About that no-ammonia, vegan promise

Garnier lists this as a gentle, no-ammonia, vegan formula, and plenty of buyers back that up. "It doesn't smell like bleach at all. Is really gentle and doesn't sting like a lot of other brands," one wrote, while another praised the "very little odour" and hair that felt healthy after.

But the smell reports are not unanimous, and it is fair to flag that. A handful of reviewers describe a strong ammonia or bleach smell on opening, and one who normally uses the range said their scalp stung this time when it never had before. Another posted directly that they did not believe the product was ammonia free. We cannot verify the chemistry from a review, and scent perception varies a lot between people and even between batches. If you have a sensitive scalp or react to strong fumes, the sensible move is the patch test the instructions ask for, done 48 hours ahead, rather than taking the gentleness on faith.

Does the colour actually last?

Garnier promises deep, radiant colour for up to 8 weeks, and this is where reviewers pull in opposite directions again. On the happy side you get comments like "long lasting colour" and "amazing long lasting colour," from people who clearly get their eight weeks and more.

On the other side sit real fade complaints. One buyer said most of it washed out after only a few washes and that their daughter's natural colour showed through in three days, even after using two packs. A couple of grey-coverage users reported the grey creeping back within a wash or two despite the permanent label. These reports lean heavily toward hair that was being lightened or that had a lot of grey to hold, both harder jobs for any box dye. If your hair is close to the shade you are applying and in decent condition, longevity complaints are rare. If you are asking the dye to make a big change, temper your expectations.

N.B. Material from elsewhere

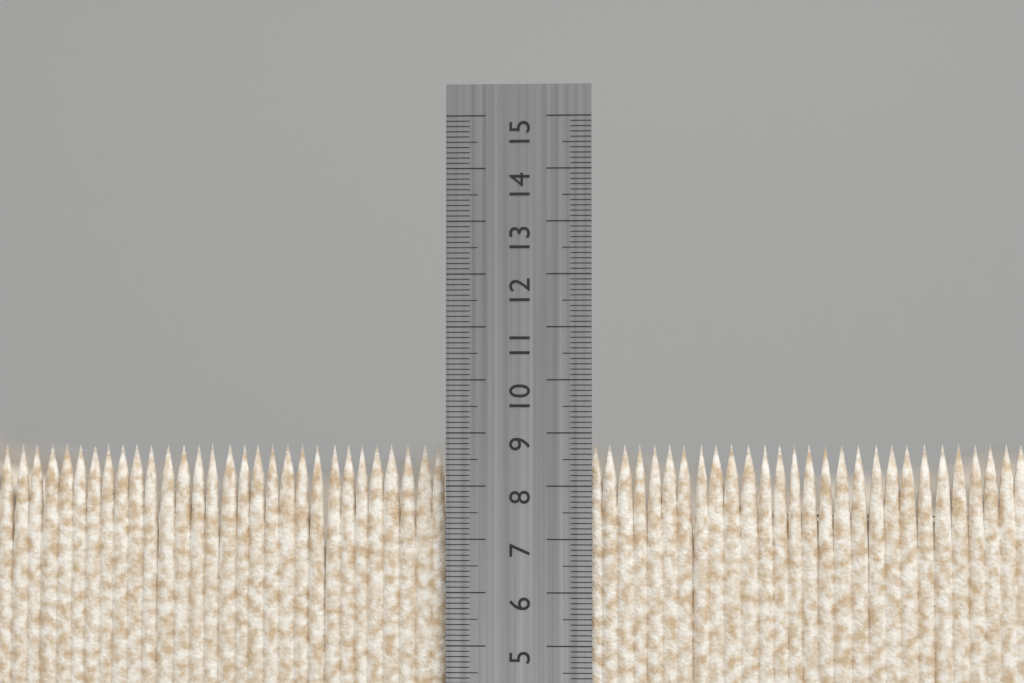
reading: 8.8 cm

A related niggle worth knowing: several people with long or thick hair found one box was not enough. As one put it, "I have long hair and I ended up needing two boxes." Buying a second box up front is cheap insurance against patchy, half-covered results.

How to load the odds in your favour

Almost every bad outcome in these reviews was predictable, which is oddly reassuring. If you want to sit in the five-star camp, a few habits make the difference:

  • Read the shade name, not the model's hair. Mocha Brown is a warm brown and will show red and gold tones. If you want something cooler, pick a shade labelled ash or neutral rather than fighting the undertone after the fact.
  • Match your starting point. Permanent dye deepens and tones, it does not lift dark hair lighter. If you are going more than a shade lighter, this is the wrong tool and you will likely get brass or copper.
  • Strand test first, then patch test. A snip of hair tells you the real result colour, and the 48-hour skin test protects a sensitive scalp. Both take minutes and prevent the horror-story reviews.
  • Buy two boxes for long or thick hair. Running short mid-application is the fastest route to a patchy finish.
  • Check the box date and shake it well. One buyer found the components would not mix properly, a sign of old stock, so a quick date check on arrival is worth it.

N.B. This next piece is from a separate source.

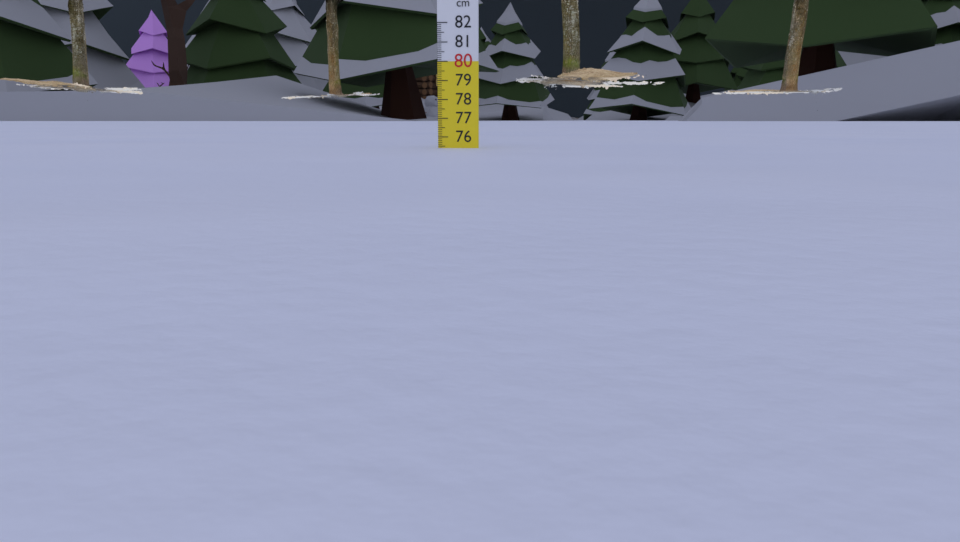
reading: 75.4 cm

Our verdict lands close to the middle, and deliberately so. For someone dyeing greys or refreshing a brown that is already near the shade on the box, this is a well-priced, low-fuss dye with a conditioner buyers praise even in critical reviews and colour that holds for weeks. For anyone hoping to lighten dark hair, chase a vivid fashion tone, or skip the strand test, it is a gamble that too often ends in red. Know which shopper you are before you open it, and £8.50 buys a very good result.

Garnier Nutrisse Ultra Creme Hair Dye, Shade 5 Mocha Brown

Nourishing no-ammonia creme colour with a 5-oil conditioner, up to 100% grey coverage and colour that holds for weeks. A salon-priced result for the cost of a couple of coffees, as long as you pick the right shade.